Seriously, you can't be this daft. The operator, of course, with the price rolled into the service cost.
You claimed that you're unlikely to have more than a dud or two in a truck, dismissing the idea that failure rate *per* *battery* would be the same as anything else, when I pointed out that the operator would have to manage the cost of rotating out end-of-life batteries.
Your answer to "how will the operator handle disposal costs of bad batteries?" was "Oh, that's not a real consideration." Then you call me daft for pointing out that it *is* a real thing.
No, they're not. Even your laptop battery estimates its capacity, and that's about as simple as li-ion battery packs get.
I said estimating capacity is easy, but estimating integrity is hard. Will the fucking battery EXPLODE UNDER YOUR TRUCK? A simple capacity measure won't tell you if it's dangerously damaged.
No, it's the manufacturer's issue to ensure that the product meets its stated usage specs - in this case, the specs including safe handling of damage and X number of swap cycles.
Unfortunately, the manufacturer doesn't have control of the batteries once they've been placed into a truck.
Just like gas stations check their gas for impurities that can cause damage to an engine?
No you miserable fucking idiot, more like how Blue Rhino inspects and tests every tank for safety defects at every exchange. The gas station doesn't swap your god damned fuel tank, so they don't have to inspect it for dangerous leaks and rust spots.
You may as well have said "they'll inspect the electricity they charge it with to make sure it's clean power" if you wanted to make a show of being that stupid.
Tesla's battery packs have an 8 year, unlimited-mile warranty
You still don't know how many 72-pound pieces of iron road debris have smashed into the battery, if the driver used a defective charger to charge the battery at extremely high voltages, if the battery's been damaged by *other*, less scrupulous stations mishandling it, if it's experienced flood damage somehow, and so forth. Determining the actual physical condition of the battery requires labor-intensive inspection, unless you want to just tell everyone those swapped-out batteries carry no warranty and may explode on them and it's not your fault if they do.
In the parallel world where EVs are always catching on fire, and petroleum-fueled vehicles aren't - quite unlike our actual world.
More like in the current world, where the crisis of a vehicle on fire either means the driver is getting roasted or his cargo is getting roasted. If it happens 1 in 10 million times, there's still about 150 million trucks on the road. 200 fatal hazmat incidents occur per year in the US, meaning fuel tanker trucks and (notably) oxygen tankers blowing up. Managing to keep defective, poorly-inspected, "Wull it dun held a chawj, Jeb" batteries from killing your driver is an important risk consideration.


» THE PROBLEM: Find the string "printerIn" in the entries and copy each line that has it.

» SOURCE MATERIAL:
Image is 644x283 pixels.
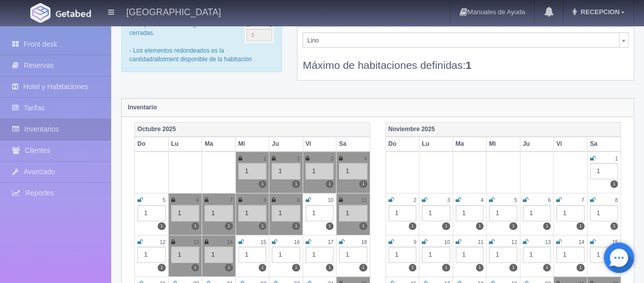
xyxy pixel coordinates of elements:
div: 1 [306,205,334,221]
th: Sa [337,136,370,151]
small: 14 [227,239,232,245]
small: 13 [545,239,551,245]
label: 1 [359,263,367,271]
th: Vi [303,136,337,151]
div: 1 [339,205,367,221]
th: Mi [486,136,521,151]
th: Ma [202,136,236,151]
small: 9 [297,197,300,203]
th: Octubre 2025 [135,122,370,136]
th: Sa [587,136,621,151]
label: 1 [326,180,333,188]
div: 1 [556,247,585,262]
div: 1 [238,163,267,179]
small: 1 [615,156,618,161]
div: 1 [523,247,551,262]
div: 1 [238,205,267,221]
div: 1 [272,247,300,262]
label: 1 [442,222,450,230]
div: 1 [456,247,484,262]
div: 1 [422,205,450,221]
small: 2 [413,197,416,203]
div: 1 [171,205,200,221]
small: 12 [512,239,517,245]
small: 17 [328,239,333,245]
label: 1 [292,263,300,271]
div: 1 [590,205,619,221]
small: 11 [361,197,367,203]
img: cutoff.png [245,20,274,43]
label: 1 [543,222,551,230]
th: Ju [269,136,303,151]
img: Getabed [56,10,91,17]
th: Vi [554,136,588,151]
label: 1 [359,222,367,230]
h4: [GEOGRAPHIC_DATA] [126,5,221,18]
div: 1 [389,205,417,221]
div: 1 [339,247,367,262]
small: 6 [196,197,199,203]
img: Getabed [30,3,50,23]
label: 1 [610,222,618,230]
th: Do [135,136,169,151]
label: 1 [225,263,232,271]
label: 1 [292,180,300,188]
small: 10 [444,239,450,245]
label: 1 [326,263,333,271]
label: 1 [409,263,416,271]
small: 15 [261,239,266,245]
div: 1 [205,247,233,262]
label: 1 [543,263,551,271]
div: 1 [389,247,417,262]
label: 1 [442,263,450,271]
div: 1 [205,205,233,221]
th: Ma [453,136,486,151]
span: RECEPCION [578,8,619,16]
small: 16 [294,239,300,245]
small: 9 [413,239,416,245]
label: 1 [158,263,165,271]
label: 1 [577,263,584,271]
th: Do [385,136,420,151]
label: 1 [191,263,199,271]
label: 1 [326,222,333,230]
small: 12 [160,239,165,245]
small: 3 [447,197,450,203]
label: 1 [191,222,199,230]
label: 1 [509,263,517,271]
small: 1 [263,156,266,161]
div: 1 [272,163,300,179]
label: 1 [292,222,300,230]
small: 11 [478,239,484,245]
label: 1 [577,222,584,230]
small: 7 [582,197,585,203]
th: Lu [420,136,453,151]
small: 13 [194,239,199,245]
th: Mi [236,136,269,151]
label: 1 [359,180,367,188]
label: 1 [225,222,232,230]
b: 1 [466,59,472,71]
label: 1 [158,222,165,230]
th: Ju [520,136,554,151]
small: 14 [578,239,584,245]
label: 1 [259,222,266,230]
small: 18 [361,239,367,245]
small: 15 [613,239,618,245]
small: 10 [328,197,333,203]
div: 1 [489,205,517,221]
div: 1 [590,163,619,179]
th: Lu [168,136,202,151]
div: 1 [489,247,517,262]
small: 5 [163,197,165,203]
small: 3 [330,156,333,161]
div: Máximo de habitaciones definidas: [303,48,629,72]
label: 1 [259,263,266,271]
small: 4 [364,156,367,161]
small: 6 [548,197,551,203]
div: 1 [238,247,267,262]
small: 7 [230,197,233,203]
div: 1 [171,247,200,262]
a: Lino [303,33,629,48]
label: 1 [476,263,484,271]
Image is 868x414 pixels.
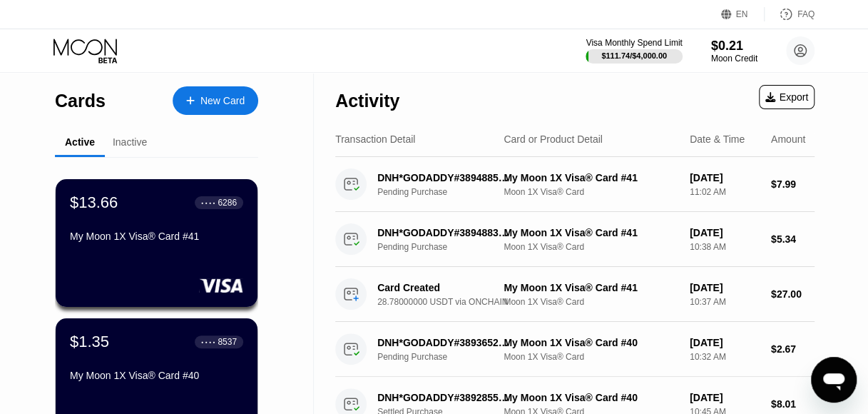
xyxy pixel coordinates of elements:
[65,136,95,148] div: Active
[113,136,147,148] div: Inactive
[377,172,509,183] div: DNH*GODADDY#3894885229 [GEOGRAPHIC_DATA]
[335,212,814,267] div: DNH*GODADDY#3894883316 [GEOGRAPHIC_DATA]Pending PurchaseMy Moon 1X Visa® Card #41Moon 1X Visa® Ca...
[689,392,759,403] div: [DATE]
[377,282,509,293] div: Card Created
[503,242,678,252] div: Moon 1X Visa® Card
[711,39,757,63] div: $0.21Moon Credit
[585,38,682,48] div: Visa Monthly Spend Limit
[377,297,519,307] div: 28.78000000 USDT via ONCHAIN
[689,282,759,293] div: [DATE]
[335,267,814,322] div: Card Created28.78000000 USDT via ONCHAINMy Moon 1X Visa® Card #41Moon 1X Visa® Card[DATE]10:37 AM...
[503,187,678,197] div: Moon 1X Visa® Card
[771,179,814,190] div: $7.99
[377,187,519,197] div: Pending Purchase
[711,39,757,53] div: $0.21
[503,172,678,183] div: My Moon 1X Visa® Card #41
[689,227,759,238] div: [DATE]
[217,198,237,207] div: 6286
[70,193,117,212] div: $13.66
[689,297,759,307] div: 10:37 AM
[764,7,814,22] div: FAQ
[70,370,243,381] div: My Moon 1X Visa® Card #40
[811,357,856,402] iframe: Кнопка запуска окна обмена сообщениями
[335,322,814,377] div: DNH*GODADDY#3893652048 [GEOGRAPHIC_DATA]Pending PurchaseMy Moon 1X Visa® Card #40Moon 1X Visa® Ca...
[771,133,805,145] div: Amount
[721,7,764,22] div: EN
[689,133,744,145] div: Date & Time
[503,297,678,307] div: Moon 1X Visa® Card
[377,352,519,362] div: Pending Purchase
[55,91,106,111] div: Cards
[689,337,759,348] div: [DATE]
[172,87,258,115] div: New Card
[771,289,814,299] div: $27.00
[335,133,415,145] div: Transaction Detail
[200,95,244,107] div: New Card
[689,187,759,197] div: 11:02 AM
[335,157,814,212] div: DNH*GODADDY#3894885229 [GEOGRAPHIC_DATA]Pending PurchaseMy Moon 1X Visa® Card #41Moon 1X Visa® Ca...
[377,227,509,238] div: DNH*GODADDY#3894883316 [GEOGRAPHIC_DATA]
[771,344,814,354] div: $2.67
[70,333,109,351] div: $1.35
[771,399,814,409] div: $8.01
[689,242,759,252] div: 10:38 AM
[601,51,666,60] div: $111.74 / $4,000.00
[217,337,237,347] div: 8537
[503,337,678,348] div: My Moon 1X Visa® Card #40
[503,227,678,238] div: My Moon 1X Visa® Card #41
[503,392,678,403] div: My Moon 1X Visa® Card #40
[503,133,602,145] div: Card or Product Detail
[758,85,814,109] div: Export
[503,282,678,293] div: My Moon 1X Visa® Card #41
[689,352,759,362] div: 10:32 AM
[201,200,216,205] div: ● ● ● ●
[70,231,243,242] div: My Moon 1X Visa® Card #41
[335,91,400,111] div: Activity
[765,91,808,103] div: Export
[771,234,814,245] div: $5.34
[201,340,216,344] div: ● ● ● ●
[503,352,678,362] div: Moon 1X Visa® Card
[56,180,257,307] div: $13.66● ● ● ●6286My Moon 1X Visa® Card #41
[797,9,814,19] div: FAQ
[377,242,519,252] div: Pending Purchase
[377,337,509,348] div: DNH*GODADDY#3893652048 [GEOGRAPHIC_DATA]
[736,9,748,19] div: EN
[585,38,682,63] div: Visa Monthly Spend Limit$111.74/$4,000.00
[377,392,509,403] div: DNH*GODADDY#3892855018 [GEOGRAPHIC_DATA]
[711,53,757,63] div: Moon Credit
[689,172,759,183] div: [DATE]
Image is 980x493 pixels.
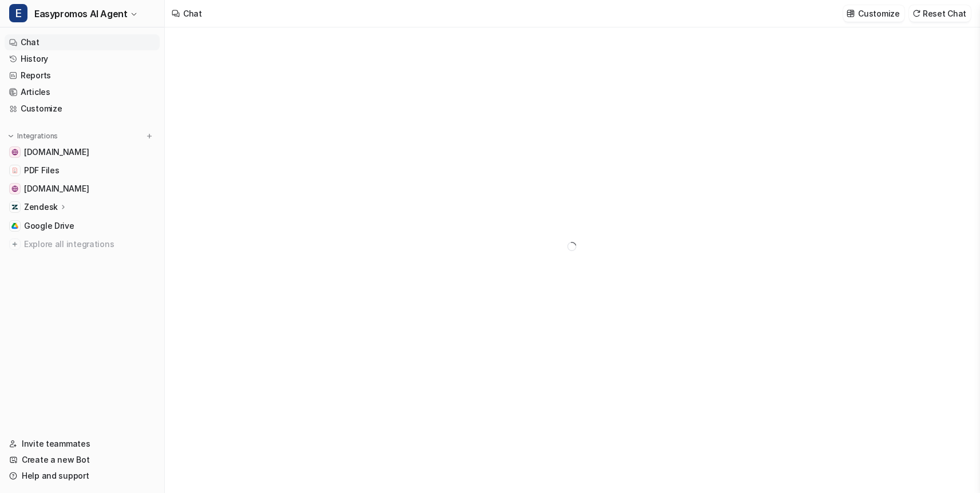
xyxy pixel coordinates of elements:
span: [DOMAIN_NAME] [24,183,89,194]
a: Articles [5,84,159,100]
span: PDF Files [24,165,58,176]
a: Help and support [5,468,159,484]
img: explore all integrations [9,238,21,250]
a: Customize [5,101,159,117]
a: PDF FilesPDF Files [5,162,159,178]
a: Explore all integrations [5,237,159,253]
img: easypromos-apiref.redoc.ly [11,149,18,156]
span: Google Drive [24,221,75,232]
a: Reports [5,68,159,84]
p: Customize [857,8,899,20]
img: menu_add.svg [145,132,154,140]
span: Explore all integrations [24,235,155,254]
span: [DOMAIN_NAME] [24,146,89,157]
p: Zendesk [24,202,58,213]
a: History [5,51,159,67]
span: E [9,4,27,23]
button: Reset Chat [908,5,971,22]
img: customize [846,9,855,18]
img: reset [912,9,920,18]
a: easypromos-apiref.redoc.ly[DOMAIN_NAME] [5,144,159,160]
div: Chat [183,8,202,20]
span: Easypromos AI Agent [34,6,127,22]
button: Customize [843,5,904,22]
img: PDF Files [11,167,18,173]
a: www.easypromosapp.com[DOMAIN_NAME] [5,181,159,197]
img: Zendesk [11,204,18,210]
a: Create a new Bot [5,452,159,468]
a: Invite teammates [5,435,159,452]
button: Integrations [5,130,61,141]
img: expand menu [7,132,15,140]
p: Integrations [17,132,58,140]
a: Chat [5,34,159,50]
img: www.easypromosapp.com [11,186,18,192]
a: Google DriveGoogle Drive [5,218,159,234]
img: Google Drive [11,222,18,229]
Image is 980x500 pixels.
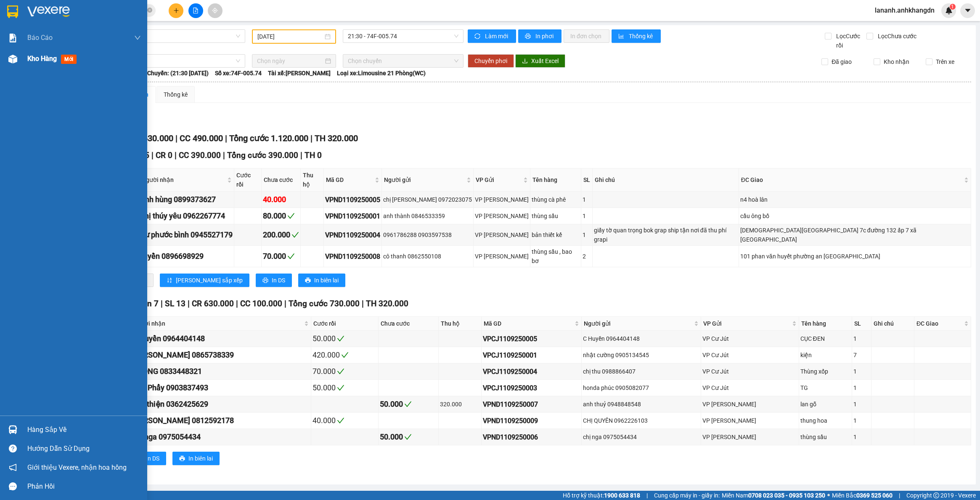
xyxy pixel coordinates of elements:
[313,415,377,426] div: 40.000
[235,168,261,192] th: Cước rồi
[380,432,437,443] div: 50.000
[701,347,799,363] td: VP Cư Jút
[27,33,52,43] span: Báo cáo
[741,175,963,184] span: ĐC Giao
[133,382,310,394] div: Sơn Phẩy 0903837493
[180,134,223,143] span: CC 490.000
[325,251,380,262] div: VPND1109250008
[833,32,867,50] span: Lọc Cước rồi
[223,150,225,160] span: |
[583,212,591,221] div: 1
[483,351,580,360] div: VPCJ1109250001
[179,456,185,463] span: printer
[208,3,222,18] button: aim
[27,55,57,63] span: Kho hàng
[188,454,213,464] span: In biên lai
[130,134,173,143] span: CR 630.000
[701,331,799,347] td: VP Cư Jút
[583,252,591,261] div: 2
[474,208,531,225] td: VP Nam Dong
[583,383,699,393] div: honda phúc 0905082077
[133,333,310,344] div: C Huyền 0964404148
[853,417,871,426] div: 1
[701,363,799,380] td: VP Cư Jút
[612,30,661,43] button: bar-chartThống kê
[583,231,591,240] div: 1
[899,491,900,500] span: |
[142,175,225,184] span: Người nhận
[629,32,654,41] span: Thống kê
[315,134,358,143] span: TH 320.000
[324,225,382,246] td: VPND1109250004
[348,30,458,42] span: 21:30 - 74F-005.74
[287,253,295,260] span: check
[801,417,851,426] div: thung hoa
[257,56,323,65] input: Chọn ngày
[801,383,851,393] div: TG
[475,231,529,240] div: VP [PERSON_NAME]
[160,274,250,287] button: sort-ascending[PERSON_NAME] sắp xếp
[366,299,408,309] span: TH 320.000
[702,417,798,426] div: VP [PERSON_NAME]
[852,317,872,331] th: SL
[337,335,345,343] span: check
[173,8,179,14] span: plus
[702,383,798,393] div: VP Cư Jút
[474,33,482,40] span: sync
[257,32,323,41] input: 11/09/2025
[564,30,610,43] button: In đơn chọn
[474,192,531,208] td: VP Nam Dong
[701,397,799,413] td: VP Nam Dong
[379,317,439,331] th: Chưa cước
[482,429,581,445] td: VPND1109250006
[314,276,339,285] span: In biên lai
[146,454,159,464] span: In DS
[193,8,199,14] span: file-add
[133,432,310,443] div: chị nga 0975054434
[583,195,591,204] div: 1
[531,212,580,221] div: thùng sầu
[945,7,953,14] img: icon-new-feature
[518,30,562,43] button: printerIn phơi
[288,299,360,309] span: Tổng cước 730.000
[801,400,851,409] div: lan gỗ
[468,30,516,43] button: syncLàm mới
[134,34,141,41] span: down
[702,367,798,376] div: VP Cư Jút
[305,278,311,285] span: printer
[482,331,581,347] td: VPCJ1109250005
[583,351,699,360] div: nhật cường 0905134545
[583,417,699,426] div: CHỊ QUYÊN 0962226103
[964,7,972,14] span: caret-down
[263,278,269,285] span: printer
[583,335,699,344] div: C Huyền 0964404148
[187,299,190,309] span: |
[702,335,798,344] div: VP Cư Jút
[310,134,313,143] span: |
[172,452,219,465] button: printerIn biên lai
[212,8,218,14] span: aim
[702,432,798,442] div: VP [PERSON_NAME]
[141,250,232,263] div: tuyền 0896698929
[133,398,310,410] div: anh thiện 0362425629
[934,492,939,498] span: copyright
[475,212,529,221] div: VP [PERSON_NAME]
[383,252,472,261] div: cô thanh 0862550108
[475,252,529,261] div: VP [PERSON_NAME]
[950,4,956,10] sup: 1
[298,274,345,287] button: printerIn biên lai
[483,399,580,410] div: VPND1109250007
[740,195,969,204] div: n4 hoà lân
[337,68,426,78] span: Loại xe: Limousine 21 Phòng(WC)
[482,363,581,380] td: VPCJ1109250004
[383,195,472,204] div: chị [PERSON_NAME] 0972023075
[933,57,958,67] span: Trên xe
[141,193,232,206] div: anh hùng 0899373627
[337,385,345,392] span: check
[9,464,17,472] span: notification
[262,168,301,192] th: Chưa cước
[147,7,153,14] span: close-circle
[654,491,720,500] span: Cung cấp máy in - giấy in:
[256,274,292,287] button: printerIn DS
[165,299,185,309] span: SL 13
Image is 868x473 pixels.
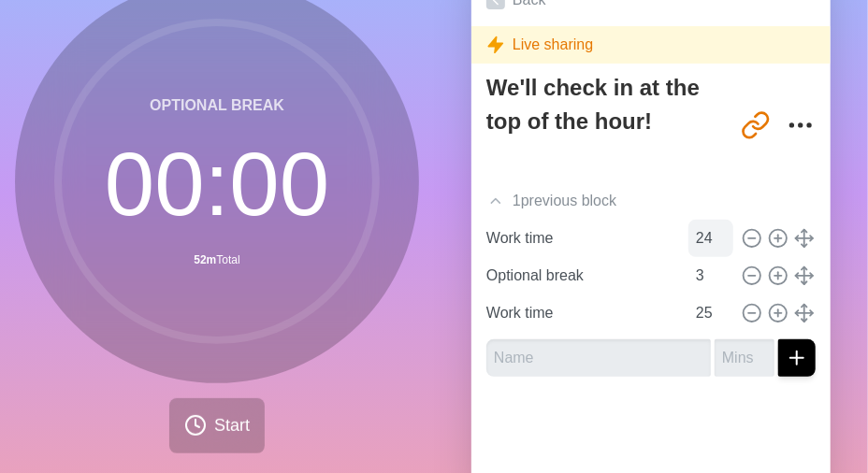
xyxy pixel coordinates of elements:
input: Name [479,294,685,332]
input: Mins [688,220,733,257]
input: Name [479,220,685,257]
input: Mins [688,257,733,294]
button: Start [169,399,265,454]
div: 1 previous block [471,182,830,220]
button: Share link [737,106,774,144]
span: Start [214,413,250,438]
input: Mins [688,294,733,332]
input: Mins [714,340,774,376]
input: Name [487,340,711,376]
div: Live sharing [471,26,830,64]
input: Name [479,257,685,294]
button: More [782,106,820,144]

» PROBLEM SOLUTION:
[518,30,562,43] button: printerIn phơi
[172,452,219,465] button: printerIn biên lai
[298,274,345,287] button: printerIn biên lai
[256,274,292,287] button: printerIn DS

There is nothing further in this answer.